A colleague who informed me of Goode's death recounted Goode's objection to rounding numbers because "decimal points matter."
Although conservatives controlled the legislature for many of his years, Goode's fiscal discipline coupled with his liberalism on other issues helped facilitate building budget compromises.
Goode was a true policy wonk, demonstrated in his greatest legislative accomplishment -- the 1977 major rewrite of how the state distributes education funds to more than 500 school districts.
Essentially, Goode's plan reduced the differences among the school districts in per-student spending, but adjusted for cost and tax assessment differences between the districts.
While a simple concept, the School Foundation Formula proposal required an incomprehensible combination of compromises involving rural districts with low property tax collections, suburban districts with huge numbers of students and urban districts with a higher percentage of public-assistance recipients.
The other factors in the formula include adjustment for differences in cost of living, local taxes for education and, of course, average school attendance.
Those are just a few of a much, much longer list of factors in the funding formula.
Goode's approach was one of the most artful and complicated political compromises I've covered.
"A lot of individual changes have been made to cater to certain situations, but the concept behind it is still good," Goode told one of my reporters in 2002 in a candid acknowledgement of the compromises.
The complexity of those factors makes it nearly impossible to understand by just reading the Foundation Formula law.
In fact, when lawmakers have considered subsequent changes in the formula, they often put off a vote until the Education Department produced a computer-generated breakdown of local district winners and losers of the change.
Unfortunately, that approach effectively reduced some legislative debates on school funding to a food fight between local school districts.
Goode was not just a policy wonk, he was obsessed with trying to get his fellow legislators and we reporters to fully understand his school-funding plan.
He held a long briefing session for reporters to explain, in excruciating detail, the components of his bill.
By way of confession, I was frustrated by the length and minutia of that
briefing.
But, over the years, my appreciation of Goode's focus on the details grew.
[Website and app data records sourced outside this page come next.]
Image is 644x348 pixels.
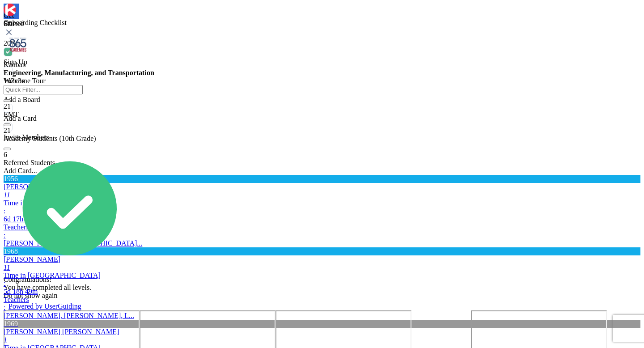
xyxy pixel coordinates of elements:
[3,141,641,292] div: checklist loading
[10,77,18,84] span: 2x
[3,336,7,343] span: 1
[3,135,96,142] span: Academy Students (10th Grade)
[3,328,641,336] div: [PERSON_NAME] [PERSON_NAME]
[3,271,641,279] div: Time in [GEOGRAPHIC_DATA]
[3,320,641,336] div: 1969[PERSON_NAME] [PERSON_NAME]
[3,239,641,247] div: [PERSON_NAME], [GEOGRAPHIC_DATA]...
[3,320,641,328] div: 1969
[3,223,641,231] div: Teachers
[3,102,10,110] span: 21
[3,77,10,84] span: 1x
[3,85,82,94] input: Quick Filter...
[3,111,19,118] span: EMT
[18,77,25,84] span: 3x
[3,175,641,183] div: 1956
[3,279,5,287] span: :
[3,175,641,191] div: 1956[PERSON_NAME]
[3,175,641,247] a: 1956[PERSON_NAME]Time in [GEOGRAPHIC_DATA]:6d 17h 26mTeachers:[PERSON_NAME], [GEOGRAPHIC_DATA]...
[3,247,641,263] div: 1968[PERSON_NAME]
[3,302,81,310] a: Powered by UserGuiding
[3,69,154,77] b: Engineering, Manufacturing, and Transportation
[3,199,641,207] div: Time in [GEOGRAPHIC_DATA]
[3,183,641,191] div: [PERSON_NAME]
[3,247,641,320] a: 1968[PERSON_NAME]Time in [GEOGRAPHIC_DATA]:5d 18h 49mTeachers:[PERSON_NAME], [PERSON_NAME], L...
[3,126,10,134] span: 21
[3,287,641,296] div: 5d 18h 49m
[3,311,641,320] div: [PERSON_NAME], [PERSON_NAME], L...
[3,296,641,304] div: Teachers
[9,302,81,310] span: Powered by UserGuiding
[3,247,641,255] div: 1968
[3,304,5,311] span: :
[3,255,641,263] div: [PERSON_NAME]
[3,19,641,310] div: Checklist Container
[3,215,641,223] div: 6d 17h 26m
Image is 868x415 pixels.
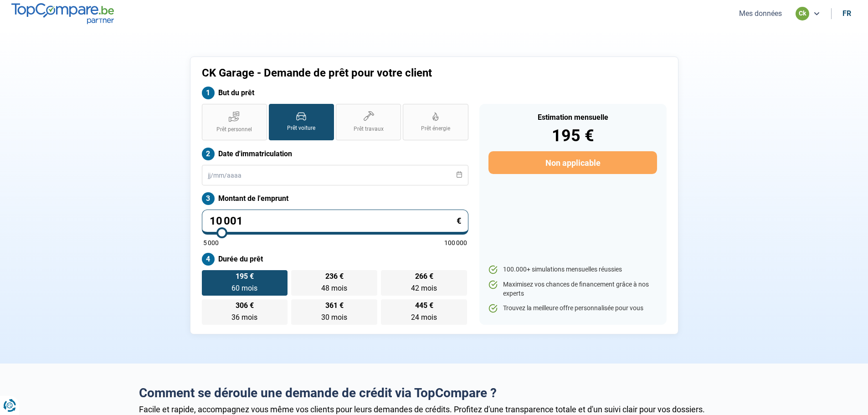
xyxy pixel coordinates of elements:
[795,7,809,21] div: ck
[325,302,343,309] span: 361 €
[457,217,461,225] span: €
[216,126,252,134] span: Prêt personnel
[444,240,467,246] span: 100 000
[202,148,468,160] label: Date d'immatriculation
[139,385,730,401] h2: Comment se déroule une demande de crédit via TopCompare ?
[353,125,384,133] span: Prêt travaux
[488,280,656,298] li: Maximisez vos chances de financement grâce à nos experts
[411,313,437,322] span: 24 mois
[321,283,347,292] span: 48 mois
[236,302,254,309] span: 306 €
[842,9,851,17] div: fr
[488,304,656,313] li: Trouvez la meilleure offre personnalisée pour vous
[202,165,468,185] input: jj/mm/aaaa
[325,273,343,280] span: 236 €
[488,151,656,174] button: Non applicable
[411,283,437,292] span: 42 mois
[202,192,468,205] label: Montant de l'emprunt
[415,302,433,309] span: 445 €
[488,265,656,274] li: 100.000+ simulations mensuelles réussies
[202,252,468,265] label: Durée du prêt
[415,273,433,280] span: 266 €
[139,404,730,414] div: Facile et rapide, accompagnez vous même vos clients pour leurs demandes de crédits. Profitez d'un...
[488,128,656,144] div: 195 €
[421,125,450,132] span: Prêt énergie
[236,273,254,280] span: 195 €
[287,124,315,132] span: Prêt voiture
[232,283,257,292] span: 60 mois
[232,313,257,322] span: 36 mois
[202,66,548,80] h1: CK Garage - Demande de prêt pour votre client
[203,240,219,246] span: 5 000
[736,9,785,18] button: Mes données
[321,313,347,322] span: 30 mois
[11,3,114,24] img: TopCompare.be
[488,114,656,121] div: Estimation mensuelle
[202,87,468,99] label: But du prêt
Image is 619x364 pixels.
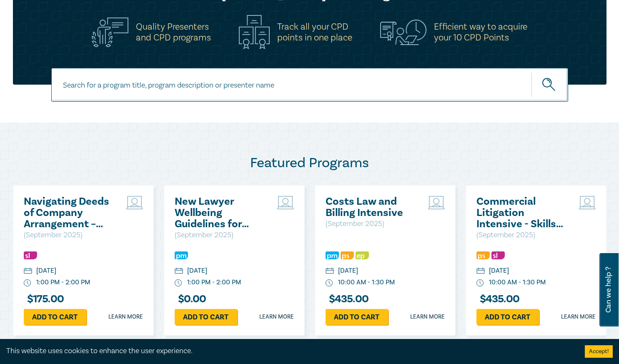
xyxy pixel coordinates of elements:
img: Live Stream [277,196,294,209]
div: [DATE] [187,266,207,275]
img: Substantive Law [492,252,505,259]
img: Ethics & Professional Responsibility [356,252,369,259]
h3: $ 435.00 [477,293,520,305]
img: Professional Skills [477,252,490,259]
a: Add to cart [175,309,237,325]
a: Commercial Litigation Intensive - Skills and Strategies for Success in Commercial Disputes [477,196,566,230]
img: calendar [24,268,32,275]
img: watch [24,279,32,287]
img: watch [477,279,484,287]
a: Costs Law and Billing Intensive [326,196,415,218]
a: Learn more [259,312,294,321]
a: Add to cart [24,309,86,325]
a: Learn more [410,312,445,321]
img: Live Stream [126,196,143,209]
img: Substantive Law [24,252,37,259]
h5: Quality Presenters and CPD programs [136,21,211,43]
img: calendar [326,268,334,275]
h5: Efficient way to acquire your 10 CPD Points [434,21,528,43]
div: 10:00 AM - 1:30 PM [338,278,395,287]
h2: Featured Programs [13,155,607,171]
img: calendar [175,268,183,275]
p: ( September 2025 ) [175,230,264,241]
a: Learn more [561,312,596,321]
img: Track all your CPD<br>points in one place [239,15,270,49]
a: Navigating Deeds of Company Arrangement – Strategy and Structure [24,196,114,230]
h3: $ 435.00 [326,293,369,305]
div: 10:00 AM - 1:30 PM [489,278,546,287]
img: Live Stream [579,196,596,209]
div: 1:00 PM - 2:00 PM [187,278,241,287]
img: Efficient way to acquire<br>your 10 CPD Points [380,20,427,45]
div: [DATE] [36,266,57,275]
img: calendar [477,268,485,275]
img: Professional Skills [341,252,354,259]
img: Practice Management & Business Skills [326,252,339,259]
img: watch [326,279,333,287]
div: This website uses cookies to enhance the user experience. [7,346,573,356]
h3: $ 175.00 [24,293,64,305]
img: Quality Presenters<br>and CPD programs [92,17,128,47]
p: ( September 2025 ) [24,230,114,241]
span: Can we help ? [605,258,612,322]
a: Add to cart [326,309,388,325]
img: Practice Management & Business Skills [175,252,188,259]
div: [DATE] [489,266,509,275]
div: [DATE] [338,266,358,275]
a: Learn more [109,312,143,321]
div: 1:00 PM - 2:00 PM [36,278,90,287]
h5: Track all your CPD points in one place [277,21,352,43]
a: Add to cart [477,309,539,325]
p: ( September 2025 ) [477,230,566,241]
h3: $ 0.00 [175,293,207,305]
input: Search for a program title, program description or presenter name [51,68,568,102]
button: Accept cookies [585,345,613,357]
p: ( September 2025 ) [326,218,415,229]
img: Live Stream [428,196,445,209]
a: New Lawyer Wellbeing Guidelines for Legal Workplaces [175,196,264,230]
img: watch [175,279,182,287]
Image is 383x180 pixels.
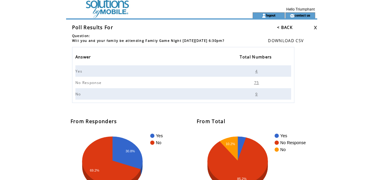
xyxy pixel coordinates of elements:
span: Will you and your family be attending Family Game Night [DATE][DATE] 6:30pm? [72,38,224,43]
a: Answer [75,53,94,62]
span: Answer [75,53,92,62]
text: 69.2% [90,168,99,172]
span: From Total [197,118,225,124]
text: No [156,140,161,145]
a: 4 [255,68,260,73]
span: Poll Results For [72,24,113,31]
text: Yes [156,133,163,138]
a: DOWNLOAD CSV [268,38,304,43]
span: 75 [254,80,261,85]
a: logout [266,13,275,17]
span: 9 [255,91,259,96]
span: 4 [255,68,259,74]
a: 9 [255,91,260,95]
text: No [280,147,286,152]
span: Total Numbers [240,53,273,62]
a: 75 [253,80,261,84]
span: Question: [72,34,90,38]
span: Yes [75,68,84,74]
span: Hello Triumphant [286,7,315,11]
text: No Response [280,140,306,145]
span: From Responders [71,118,117,124]
text: Yes [280,133,287,138]
span: No [75,91,83,96]
span: No Response [75,80,103,85]
a: Total Numbers [240,53,274,62]
a: contact us [294,13,310,17]
a: < BACK [277,25,292,30]
text: 10.2% [226,142,235,145]
img: contact_us_icon.gif [290,13,294,18]
img: account_icon.gif [262,13,266,18]
text: 30.8% [125,149,135,153]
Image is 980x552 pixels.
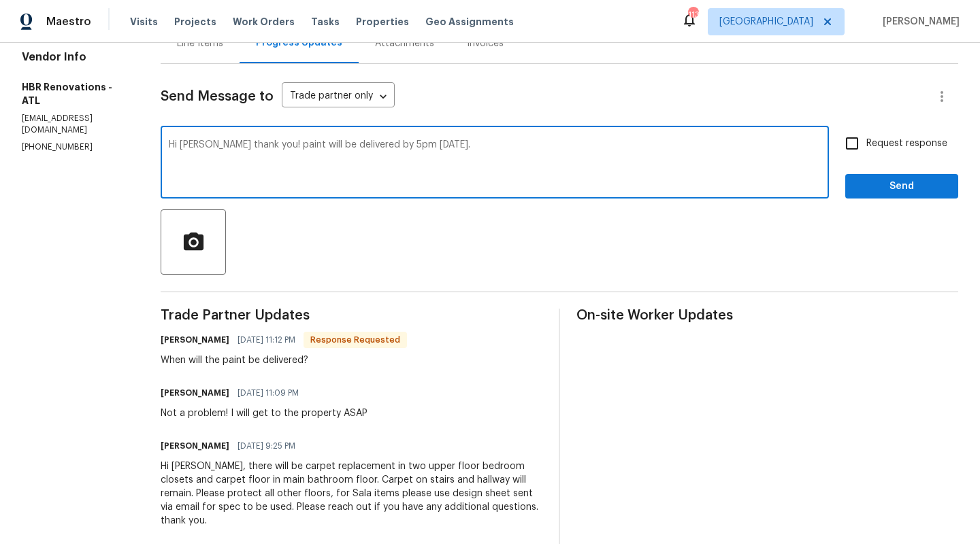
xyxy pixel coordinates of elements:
[720,15,813,29] span: [GEOGRAPHIC_DATA]
[688,8,698,22] div: 113
[130,15,158,29] span: Visits
[305,333,406,346] span: Response Requested
[878,15,959,29] span: [PERSON_NAME]
[161,439,229,453] h6: [PERSON_NAME]
[22,142,128,153] p: [PHONE_NUMBER]
[169,140,821,188] textarea: Hi [PERSON_NAME] thank you! paint will be delivered by 5pm [DATE].
[256,36,342,49] div: Progress Updates
[311,17,340,27] span: Tasks
[866,136,948,151] span: Request response
[856,178,948,195] span: Send
[237,333,296,346] span: [DATE] 11:12 PM
[47,15,92,29] span: Maestro
[375,37,434,50] div: Attachments
[467,37,504,50] div: Invoices
[233,15,295,29] span: Work Orders
[161,407,367,420] div: Not a problem! I will get to the property ASAP
[425,15,514,29] span: Geo Assignments
[22,50,128,64] h4: Vendor Info
[161,386,229,399] h6: [PERSON_NAME]
[161,354,407,367] div: When will the paint be delivered?
[22,113,128,136] p: [EMAIL_ADDRESS][DOMAIN_NAME]
[177,37,223,50] div: Line Items
[282,85,394,108] div: Trade partner only
[22,80,128,108] h5: HBR Renovations - ATL
[161,309,543,322] span: Trade Partner Updates
[356,15,409,29] span: Properties
[161,90,274,103] span: Send Message to
[237,386,299,399] span: [DATE] 11:09 PM
[174,15,216,29] span: Projects
[577,309,958,322] span: On-site Worker Updates
[161,460,543,528] div: Hi [PERSON_NAME], there will be carpet replacement in two upper floor bedroom closets and carpet ...
[161,333,229,346] h6: [PERSON_NAME]
[237,439,296,453] span: [DATE] 9:25 PM
[845,174,958,199] button: Send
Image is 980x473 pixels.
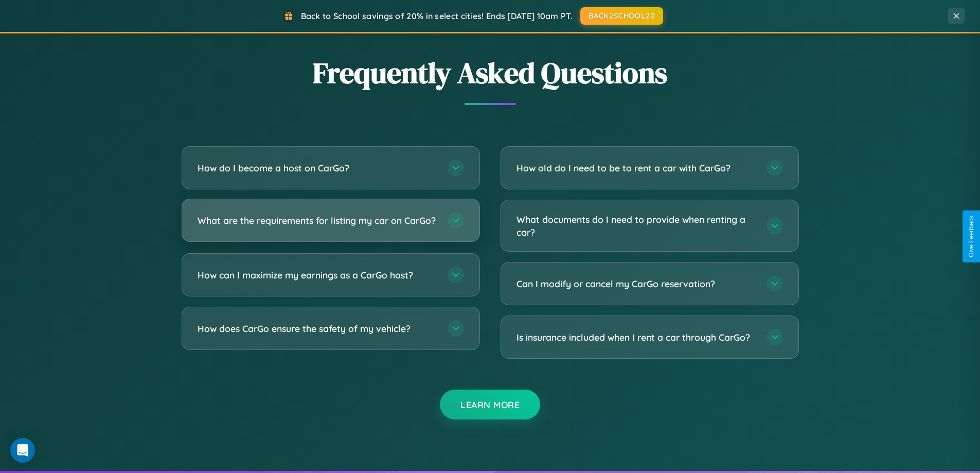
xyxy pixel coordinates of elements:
button: BACK2SCHOOL20 [580,7,663,25]
button: Learn More [440,390,540,419]
h3: How does CarGo ensure the safety of my vehicle? [197,322,437,335]
h3: Is insurance included when I rent a car through CarGo? [516,331,756,344]
h3: How do I become a host on CarGo? [197,162,437,174]
h3: What are the requirements for listing my car on CarGo? [197,214,437,227]
h3: What documents do I need to provide when renting a car? [516,213,756,238]
h3: How old do I need to be to rent a car with CarGo? [516,162,756,174]
div: Give Feedback [967,215,975,257]
span: Back to School savings of 20% in select cities! Ends [DATE] 10am PT. [301,11,573,21]
div: Open Intercom Messenger [10,438,35,463]
h2: Frequently Asked Questions [181,53,799,93]
h3: How can I maximize my earnings as a CarGo host? [197,269,437,282]
h3: Can I modify or cancel my CarGo reservation? [516,277,756,290]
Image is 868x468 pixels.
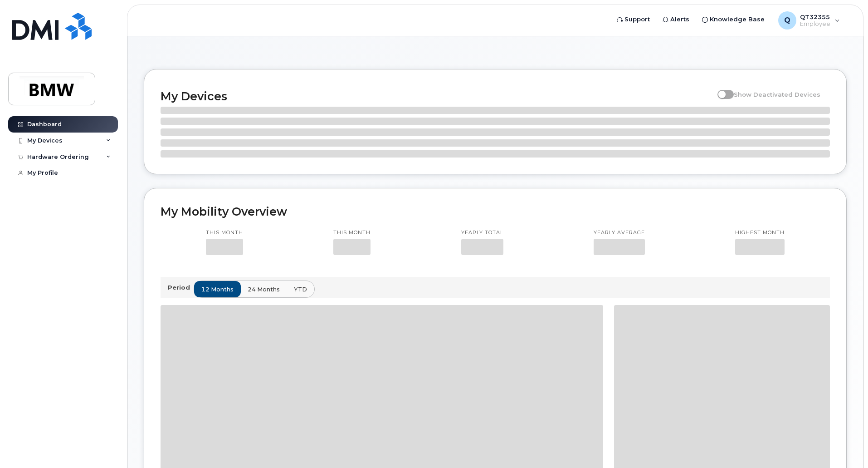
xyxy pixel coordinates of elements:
[735,229,785,237] p: Highest month
[462,229,503,237] p: Yearly total
[206,229,243,237] p: This month
[717,86,725,93] input: Show Deactivated Devices
[593,229,645,237] p: Yearly average
[160,89,713,103] h2: My Devices
[734,91,820,98] span: Show Deactivated Devices
[248,285,280,294] span: 24 months
[160,205,830,218] h2: My Mobility Overview
[294,285,308,294] span: YTD
[168,283,194,292] p: Period
[334,229,371,237] p: This month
It empowered me to better understand the numerous formula changes lawmakers have proposed over the years.
That briefing was a demonstration of Goode's life-long commitment to education.
He was a leader in establishing the St. Louis campus of the University of Missouri, where his statue now resides. He later served on the University of Missouri Board of Curators.
But Goode was not a single-issue legislator.
He also was a committed environmentalist -- one of the few legislators to be a Sierra Club member along with other environmental organizations.
Goode also was driven in pushing for government reform which he demonstrated in sponsoring the 1988 voter-approved constitutional amendment that eliminated the midnight adjournment of annual legislative sessions that had become booze-laden celebrations.
Under-age Jefferson City teens discovered the celebratory atmosphere was so pervasive that they easily could get alcohol that night at tables outside legislative offices without being "carded" to prove their age.
The constitutional change set the last-night adjournment to 6pm.
It also required the legislature to adopt a budget one week before the frenzy of the final week.
Those two provisions are among the biggest steps I've seen in civilizing the legislative process.
With legislative term limits, I worry that Missouri no longer will benefit from the expertise and perspectives which Wayne Goode developed from 42 years in the General Assembly.
Missouri Digital News is produced by Missouri Digital News, Inc. -- a non profit organization of current and former journalists.